Biden also has the resources to keep growing. The president’s team “shattered fundraising records” yesterday with a single swing that produced $25 million in commitments. Biden’s campaign committees had $97.5 million on hand at the end of February compared with the $44.8 million that Trump and his committees could access. That fundraising disparity will only become a more acute problem for the GOP. “The Biden campaign,” Politico reported, “has begun to unload its war chest in TV and digital ads, with a $30 million effort this spring designed to boost Biden’s record and attack Trump.”
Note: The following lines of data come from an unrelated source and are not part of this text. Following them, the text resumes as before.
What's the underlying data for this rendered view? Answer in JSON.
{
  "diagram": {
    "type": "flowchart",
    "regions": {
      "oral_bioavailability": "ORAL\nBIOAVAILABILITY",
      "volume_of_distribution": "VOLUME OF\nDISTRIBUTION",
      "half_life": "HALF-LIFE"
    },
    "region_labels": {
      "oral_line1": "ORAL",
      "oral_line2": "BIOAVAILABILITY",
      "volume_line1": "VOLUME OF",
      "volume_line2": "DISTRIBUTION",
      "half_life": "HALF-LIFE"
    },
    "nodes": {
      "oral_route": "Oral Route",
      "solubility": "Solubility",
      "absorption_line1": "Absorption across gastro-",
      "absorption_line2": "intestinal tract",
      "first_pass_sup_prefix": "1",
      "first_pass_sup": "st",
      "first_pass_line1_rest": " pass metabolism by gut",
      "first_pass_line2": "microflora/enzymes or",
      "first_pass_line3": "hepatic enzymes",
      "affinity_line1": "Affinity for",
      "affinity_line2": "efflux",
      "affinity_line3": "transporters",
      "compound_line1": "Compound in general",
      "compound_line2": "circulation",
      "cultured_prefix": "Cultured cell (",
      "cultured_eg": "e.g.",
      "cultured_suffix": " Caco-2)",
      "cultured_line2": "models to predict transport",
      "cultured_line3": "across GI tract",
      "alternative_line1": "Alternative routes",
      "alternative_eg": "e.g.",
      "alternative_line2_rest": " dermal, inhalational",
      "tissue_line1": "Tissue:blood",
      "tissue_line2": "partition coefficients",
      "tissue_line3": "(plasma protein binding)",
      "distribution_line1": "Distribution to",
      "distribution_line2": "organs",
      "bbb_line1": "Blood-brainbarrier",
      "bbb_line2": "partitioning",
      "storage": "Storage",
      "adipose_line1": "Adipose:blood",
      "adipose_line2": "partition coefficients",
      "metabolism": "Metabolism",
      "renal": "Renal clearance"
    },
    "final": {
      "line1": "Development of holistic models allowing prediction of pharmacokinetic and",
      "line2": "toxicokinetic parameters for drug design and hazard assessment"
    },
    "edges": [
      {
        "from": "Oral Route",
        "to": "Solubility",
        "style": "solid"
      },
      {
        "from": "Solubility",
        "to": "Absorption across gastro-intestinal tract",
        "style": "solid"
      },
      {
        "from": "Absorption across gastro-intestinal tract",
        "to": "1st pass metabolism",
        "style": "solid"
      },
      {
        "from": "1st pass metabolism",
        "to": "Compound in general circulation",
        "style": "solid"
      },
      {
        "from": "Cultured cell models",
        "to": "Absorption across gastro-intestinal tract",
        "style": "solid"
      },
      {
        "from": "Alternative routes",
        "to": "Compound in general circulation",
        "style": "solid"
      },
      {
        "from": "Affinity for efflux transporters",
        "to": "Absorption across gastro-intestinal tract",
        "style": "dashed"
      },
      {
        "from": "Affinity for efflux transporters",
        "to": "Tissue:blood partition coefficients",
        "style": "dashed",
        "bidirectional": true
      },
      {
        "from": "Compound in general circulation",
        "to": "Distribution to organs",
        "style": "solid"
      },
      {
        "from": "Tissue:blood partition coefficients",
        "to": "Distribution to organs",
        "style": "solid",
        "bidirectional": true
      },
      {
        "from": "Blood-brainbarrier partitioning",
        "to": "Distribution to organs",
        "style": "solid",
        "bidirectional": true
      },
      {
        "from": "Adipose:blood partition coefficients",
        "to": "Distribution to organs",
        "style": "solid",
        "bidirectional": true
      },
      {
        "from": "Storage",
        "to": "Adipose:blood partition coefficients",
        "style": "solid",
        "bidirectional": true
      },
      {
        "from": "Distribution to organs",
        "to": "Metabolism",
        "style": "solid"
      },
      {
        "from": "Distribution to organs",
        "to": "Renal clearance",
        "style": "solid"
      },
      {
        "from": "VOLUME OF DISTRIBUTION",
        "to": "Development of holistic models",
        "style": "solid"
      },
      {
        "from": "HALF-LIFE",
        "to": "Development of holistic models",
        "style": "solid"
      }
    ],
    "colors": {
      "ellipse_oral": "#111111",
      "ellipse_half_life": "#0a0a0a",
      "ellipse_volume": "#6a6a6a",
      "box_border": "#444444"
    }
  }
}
Of course, it’s very early. But it gets late early, as a venerable rhetorician once said. Back in 2012, the Obama campaign broke all the rules when it launched an unspeakably early ad blitz against Mitt Romney . . . in late May. It has long been anticipated that this year’s uneventful primary-election cycle would pave the way for an early start to the general election. The Biden campaign is already off and running. So far, Donald Trump’s GOP is just getting off the starting block.